Basically, they sell ambience, not just illumination.

Sounds sexy, right?

Now comes the reality check:

  • TTM Sales: ₹169 Cr
  • TTM PAT: ₹3.65 Cr
  • Latest quarter PAT: -₹1.40 Cr (LOSS)

So you’re telling me:

A company serving premium brands… is barely making profits?

That’s like a Michelin-star chef struggling to afford groceries.

Even more interesting:

  • 3-year sales CAGR: 20%
  • 5-year profit CAGR: 48%
  • But current trend: collapsing

Which means something has changed.

And not in a good way.

Let me ask you:

If a company grows nicely for years… and suddenly starts bleeding — is that opportunity or warning sign?

Keep that thought.


3. Business Model – WTF Do They Even Do?

Let’s simplify.

Focus Lighting has two main businesses:

1. Retail & Home Lighting (98% of revenue)

This is the core.

They design and manufacture:

  • Spotlights
  • Downlights
  • Designer fixtures
  • Retail lighting solutions

Clients include:

  • BMW
  • Tata Motors
  • Guess
  • Muji

Basically, if a store looks fancy… Focus probably installed the lighting.


2. Infrastructure & Railway Lighting (2%)

Tiny segment… but growing.

Includes:

  • Façade lighting
  • Railway lighting
  • Smart lighting

Order book here is ~₹30–35 Cr.

Translation:

This is their future growth story, not present.

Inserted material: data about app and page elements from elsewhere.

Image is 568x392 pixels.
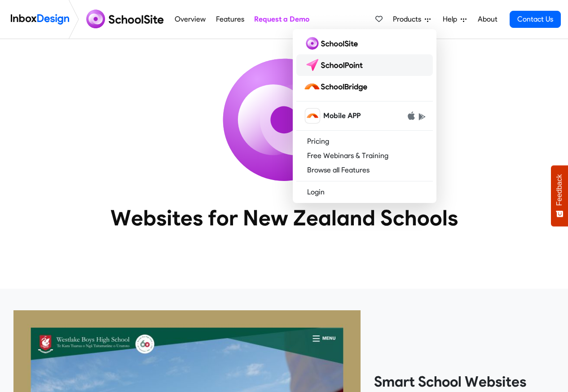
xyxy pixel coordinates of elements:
[439,10,470,28] a: Help
[251,10,311,28] a: Request a Demo
[296,163,433,177] a: Browse all Features
[475,10,500,28] a: About
[296,134,433,148] a: Pricing
[71,204,497,231] heading: Websites for New Zealand Schools
[303,58,367,72] img: schoolpoint logo
[172,10,208,28] a: Overview
[509,11,560,28] a: Contact Us
[213,10,246,28] a: Features
[203,39,365,201] img: icon_schoolsite.svg
[296,148,433,163] a: Free Webinars & Training
[393,14,425,24] span: Products
[296,105,433,127] a: schoolbridge icon Mobile APP
[442,14,460,24] span: Help
[83,9,170,30] img: schoolsite logo
[374,372,554,390] heading: Smart School Websites
[389,10,434,28] a: Products
[323,110,360,121] span: Mobile APP
[555,174,563,206] span: Feedback
[305,109,320,123] img: schoolbridge icon
[551,165,568,226] button: Feedback - Show survey
[303,79,371,94] img: schoolbridge logo
[296,185,433,200] a: Login
[303,36,361,51] img: schoolsite logo
[292,29,436,203] div: Products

Geography Shift – Silent but Important

  • India revenue dropped from 87% → 60%
  • Dubai + Singapore rising

So the company is going international.

Sounds great.

But here’s the catch:

Execution risk increases. Margins get unpredictable. Cash cycles stretch.


Tech Angle

They’re not just selling lights:

  • IoT-enabled lighting
  • Bluetooth-controlled systems
  • Partnerships with German firms

So yes — they are trying to be premium.


Now the real question:

If everything is so premium… why are profits not premium?

That’s where the story gets interesting.


4. Financials Overview – The Reality Check Table

Quarterly Performance (₹ Crores)

MetricDec 2025 (Latest)Dec 2024 (YoY)Sep 2025 (QoQ)YoY %QoQ %
Revenue37.6541.5148.77-9.3%-22.8%
EBITDA1.092.594.29-57.9%-74.6%
PAT-1.40-0.021.71NA-181%
EPS-0.210.000.25NANA

Key Observations

  • Revenue falling both YoY and QoQ
  • EBITDA collapsing
  • PAT negative
  • Margins evaporating

This is not a slowdown.

This is a sharp deterioration.


Annualised EPS Calculation

Latest EPS = -0.21

Annualised = -0.21 × 4 = -0.84

So technically:

P/E is meaningless in current quarter (negative earnings)

Yet TTM P/E is still shown as 120.

Classic market behavior:

“Past glory ka premium, current reality ka discount nahi.”


Let me ask:

Would you pay luxury price for a product that just stopped working?